Large charities should follow NCVO's example and become more transparent about executive pay, writes Andrew Hind.
In pushing for greater transparency on charity senior executive pay over the last 12 months, the National Council for Voluntary Organisations (NCVO) has shown admirable leadership.
First, last April, its inquiry panel produced a hard-hitting report recommending that charities with audited accounts should publish a remuneration statement explaining their pay strategy, and stating the individual remuneration of their highest-paid staff by position and name.
The panel said it believed that “giving trustees the tools and confidence to agree and explain the pay of their senior staff will improve public understanding and confidence in charities”.
To NCVO’s great credit it then had the courage of its convictions and followed its own panel’s advice.
The umbrella body’s annual report and accounts for 2013/14 contains a comprehensive three-page remuneration statement outlining its approach to pay, and listing the remuneration received by each individually-named member of its five-strong senior management team.
It also states the 3.8:1 ratio of the highest earner’s salary (CEO Sir Stuart Etherington, £128,069) to the charity’s median salary (£33,641).
NCVO’s annual report is a model of pay transparency, as is its website where the same details can be found only two clicks away from the home page, via a tab entitled ‘Our finances and pay’.
Writing in Charity Finance this month, about why NCVO has gone down this path, director of public policy Karl Wilding says: “If we would like to be better understood by the public then we will have to start by being open and honest with them.”
Responding to the view often expressed by opponents of pay transparency that sharing more information will only provide ammunition for those who wish to criticise charities, Wilding writes: “Curiously, I think there is an inverse relationship between the amount of information you disclose and the potential for mischief to be made with it.”
Common practice elsewhere
Explaining exactly what senior staff are paid, and why, is of course common practice already among leading organisations in virtually every other sector.
Whether you look at FTSE companies, government departments, universities, the NHS, or the BBC, comprehensive information about the pay of senior executive staff (and not just board members) is published routinely.
On the BBC’s website, to give just one example, details of the salaries and expenses of the top 100 managers are published every quarter.
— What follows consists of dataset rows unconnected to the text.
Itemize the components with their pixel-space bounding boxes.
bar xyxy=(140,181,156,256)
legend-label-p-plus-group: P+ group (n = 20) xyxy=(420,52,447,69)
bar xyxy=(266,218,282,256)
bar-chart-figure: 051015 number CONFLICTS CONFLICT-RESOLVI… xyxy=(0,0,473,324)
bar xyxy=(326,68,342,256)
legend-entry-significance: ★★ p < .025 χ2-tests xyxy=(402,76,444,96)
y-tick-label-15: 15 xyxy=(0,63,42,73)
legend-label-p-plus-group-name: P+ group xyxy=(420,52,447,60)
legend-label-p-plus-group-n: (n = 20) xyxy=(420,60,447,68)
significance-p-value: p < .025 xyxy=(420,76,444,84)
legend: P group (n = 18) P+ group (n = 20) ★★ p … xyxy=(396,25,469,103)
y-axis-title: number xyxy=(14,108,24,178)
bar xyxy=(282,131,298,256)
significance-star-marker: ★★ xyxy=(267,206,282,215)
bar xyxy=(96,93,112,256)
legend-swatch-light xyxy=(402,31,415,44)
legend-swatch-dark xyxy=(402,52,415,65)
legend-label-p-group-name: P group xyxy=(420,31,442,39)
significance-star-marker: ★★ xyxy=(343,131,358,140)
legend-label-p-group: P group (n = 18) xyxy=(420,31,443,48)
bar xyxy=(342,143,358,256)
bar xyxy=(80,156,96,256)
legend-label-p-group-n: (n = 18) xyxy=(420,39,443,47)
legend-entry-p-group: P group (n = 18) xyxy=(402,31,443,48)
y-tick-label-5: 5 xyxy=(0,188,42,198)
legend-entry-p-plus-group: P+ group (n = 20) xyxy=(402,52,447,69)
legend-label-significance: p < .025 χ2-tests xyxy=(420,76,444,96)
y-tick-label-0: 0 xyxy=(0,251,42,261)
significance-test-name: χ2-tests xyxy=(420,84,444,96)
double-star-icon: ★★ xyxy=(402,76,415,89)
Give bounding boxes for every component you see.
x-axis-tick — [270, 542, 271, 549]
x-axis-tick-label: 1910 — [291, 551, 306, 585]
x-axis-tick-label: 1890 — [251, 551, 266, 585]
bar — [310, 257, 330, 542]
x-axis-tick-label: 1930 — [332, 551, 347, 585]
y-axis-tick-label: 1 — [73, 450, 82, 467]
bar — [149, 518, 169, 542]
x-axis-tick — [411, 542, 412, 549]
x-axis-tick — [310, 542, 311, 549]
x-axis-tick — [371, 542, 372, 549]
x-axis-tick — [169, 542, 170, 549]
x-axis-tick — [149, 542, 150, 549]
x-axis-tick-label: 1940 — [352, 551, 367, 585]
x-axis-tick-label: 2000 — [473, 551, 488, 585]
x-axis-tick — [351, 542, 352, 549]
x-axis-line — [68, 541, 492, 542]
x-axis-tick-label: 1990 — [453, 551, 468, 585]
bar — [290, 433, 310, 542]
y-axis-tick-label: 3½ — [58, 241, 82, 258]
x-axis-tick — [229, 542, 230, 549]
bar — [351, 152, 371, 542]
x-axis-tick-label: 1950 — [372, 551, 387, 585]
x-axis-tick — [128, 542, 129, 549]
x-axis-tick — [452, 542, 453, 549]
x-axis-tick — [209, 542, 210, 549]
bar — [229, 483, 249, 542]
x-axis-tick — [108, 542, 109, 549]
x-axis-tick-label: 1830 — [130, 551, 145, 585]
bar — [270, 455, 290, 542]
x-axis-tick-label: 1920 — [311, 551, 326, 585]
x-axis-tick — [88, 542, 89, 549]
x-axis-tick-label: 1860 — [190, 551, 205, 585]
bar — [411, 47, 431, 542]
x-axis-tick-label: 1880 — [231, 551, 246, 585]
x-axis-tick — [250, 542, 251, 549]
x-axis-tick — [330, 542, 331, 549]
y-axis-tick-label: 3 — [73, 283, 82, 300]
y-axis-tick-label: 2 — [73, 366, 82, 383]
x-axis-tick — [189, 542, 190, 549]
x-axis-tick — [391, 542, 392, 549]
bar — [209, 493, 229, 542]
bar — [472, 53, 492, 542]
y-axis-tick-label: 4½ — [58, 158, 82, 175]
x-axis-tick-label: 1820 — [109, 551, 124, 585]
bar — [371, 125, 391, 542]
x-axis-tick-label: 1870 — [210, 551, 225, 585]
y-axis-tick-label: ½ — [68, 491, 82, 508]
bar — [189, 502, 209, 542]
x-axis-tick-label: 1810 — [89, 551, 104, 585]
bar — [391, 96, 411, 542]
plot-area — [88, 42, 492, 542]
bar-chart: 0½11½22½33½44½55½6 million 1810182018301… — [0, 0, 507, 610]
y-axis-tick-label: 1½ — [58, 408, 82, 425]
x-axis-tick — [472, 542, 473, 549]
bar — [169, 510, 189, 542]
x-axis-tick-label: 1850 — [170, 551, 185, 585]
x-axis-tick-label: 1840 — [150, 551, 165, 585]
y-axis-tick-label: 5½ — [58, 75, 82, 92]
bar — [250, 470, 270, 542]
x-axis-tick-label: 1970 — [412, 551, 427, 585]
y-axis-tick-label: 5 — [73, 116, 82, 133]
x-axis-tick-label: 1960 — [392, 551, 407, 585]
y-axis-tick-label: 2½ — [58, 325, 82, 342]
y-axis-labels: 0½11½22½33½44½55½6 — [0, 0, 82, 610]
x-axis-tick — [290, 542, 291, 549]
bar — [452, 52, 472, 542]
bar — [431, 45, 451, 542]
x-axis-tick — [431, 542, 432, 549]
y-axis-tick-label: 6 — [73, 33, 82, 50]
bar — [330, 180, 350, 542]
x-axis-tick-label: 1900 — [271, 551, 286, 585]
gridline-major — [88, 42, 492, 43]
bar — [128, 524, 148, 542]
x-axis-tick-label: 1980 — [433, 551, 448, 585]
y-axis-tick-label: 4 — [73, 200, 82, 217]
It’s therefore hard to understand why the new Charities Sorps, effective from 1 January, still don’t require larger charities to disclose the pay of their most senior managers.
Sticking to the old formula of only disclosing the number of (annonymous) staff paid in £10,000 bands, above £60,000, makes charity accounting among the least transparent of all sectors.
Don’t we usually trumpet our commitment to transparency? Isn’t it supposed to be one of the core values of our wonderful sector?
Surely now it’s time for all larger charities to practise what they preach and follow NCVO’s excellent example on pay disclosure.